Friday, October 28, 2005

Sensitivity training for Muslims

Cheer yourself up a bit.

The vast ship of hypocrisy, double standards, euphemism, and pseudo-understanding that has sailed under the false flag of multi-culturalism in recent decades is springing a leak or two. Even — are you ready for this? — in Europe.

Wesley Pruden, whose biting humor can sometimes go a round or two with Mark Steyn's, notes in his Washington Times column:
… Europeans, usually regarded here as made up in equal parts of mush, cotton, hay and rag, in recent months have stood up to defend the customs that make the West the West. Burqas have been banned in Italy, reluctant German schoolboys are required to attend coed swimming classes and male applicants for Irish citizenship are now required to renounce polygamy. When a visiting Iranian government delegation demanded that a Belgian minister drink no wine at his luncheon for them, the minister promptly canceled the lunch and told them: "You can't force the authorities of Belgium to drink water." …
The international relations minister for Quebec says immigrants who respect neither women nor the rights in the Canadian civil code are not welcome. The prime minister of New South Wales says immigrants who don't want to become Australians first should stay out. Australia's education minister told prospective Islamic immigrants that if they can't commit to Australian rule of law "they can basically clear off."
Some of these politicians may only be doing what they do best: talking in ways calculated to gain approval in whatever residue of popular sovereignty remains in the EU's government by bureaucracy or under Canada's de facto one-party rule. And no doubt, the few vertebrates who are willing to defy the multi-culti establishment are well overmatched by the sort of dopes who recently tried to abolish piggy banks in Britain so as not to upset Muslims who consider pigs to be no better than Jews.

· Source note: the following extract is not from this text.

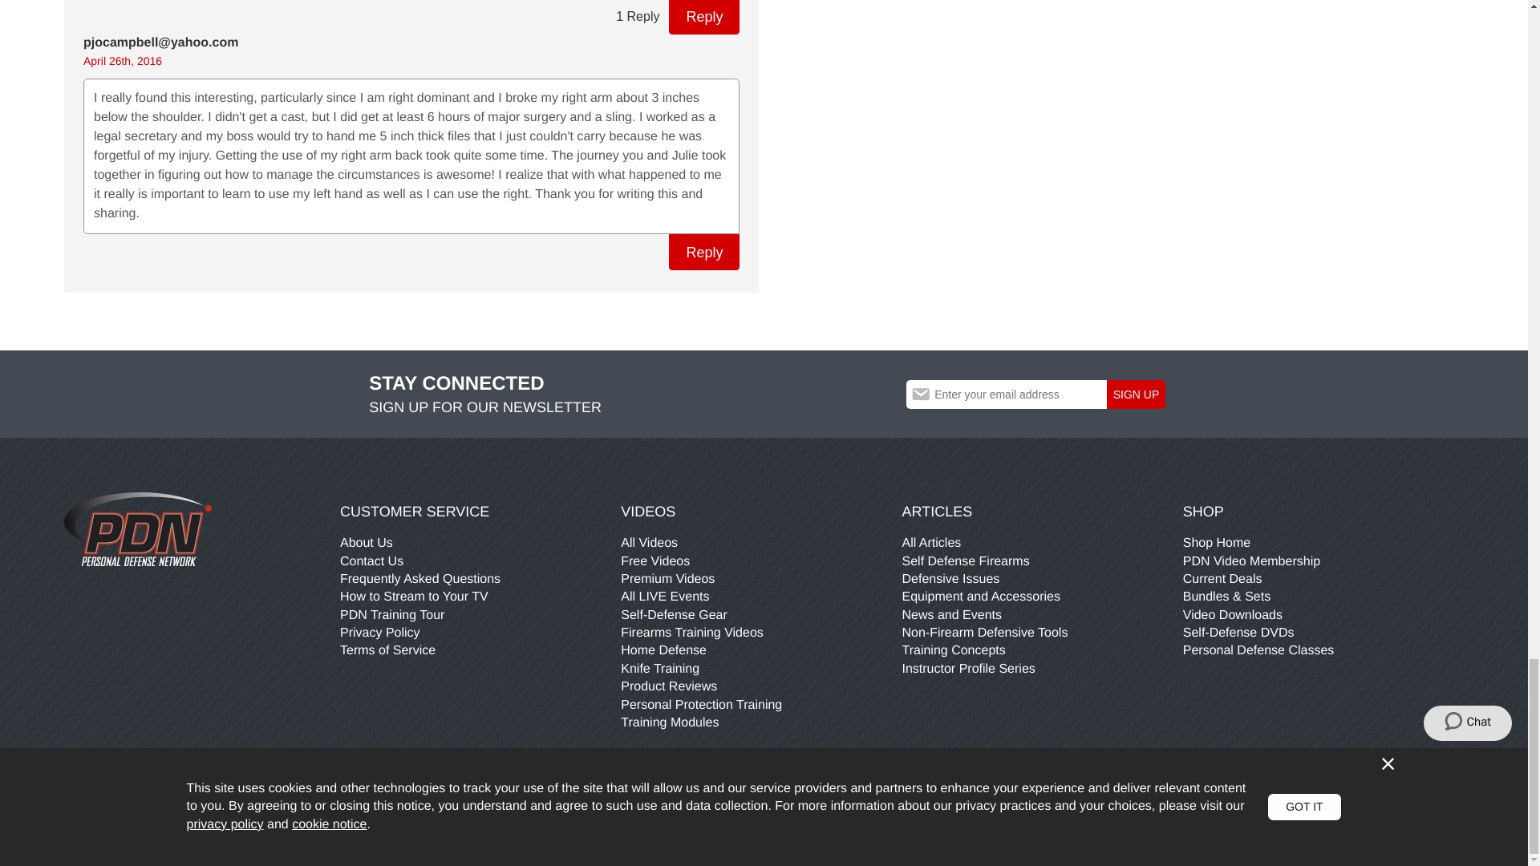 Image resolution: width=1540 pixels, height=866 pixels. What do you see at coordinates (704, 18) in the screenshot?
I see `Reply` at bounding box center [704, 18].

Still, even five years ago, a minister would have been signing his political death warrant by suggesting publicly that immigrants should accept the traditions and laws of their host country instead of demanding that the host country eradicate its own culture to please the immigrants. Even in Britain, where every institution demonstrates its bona fides daily by Great Cultural Revolution–like confessions of institutional racism, Islamophobia, sexism, homophobia, and classism, not to mention once having ruled the waves, there are rumblings of change.
David Cameron, a rising Tory star in Britain, summons the courage to define "Britishness," and says it begins with "freedom under the rule of law," and this "explains almost everything you need to know about our country, our institutions, our history, our culture -- even our economy."
Mr. Cameron rises to bluntness: "The driving force behind today's terrorist threat is Islamist fundamentalism. The struggle we are engaged in is, at root, ideological. Islamist thinking has developed which, like other totalitarianisms, such as Nazi-ism and communism, offers its followers a form of redemption through violence."
Mr. Cameron's idea of Britishness is, I am afraid, a thing of the past.

And, just possibly, of the future.

2 comments:

Dag said...

Rick, it's a pleasure to meet you.

Rick Darby said...

Thank you, Dag. I'll be keeping up with your blog [that's "No Dhimmitude," folks], and don't be a stranger here.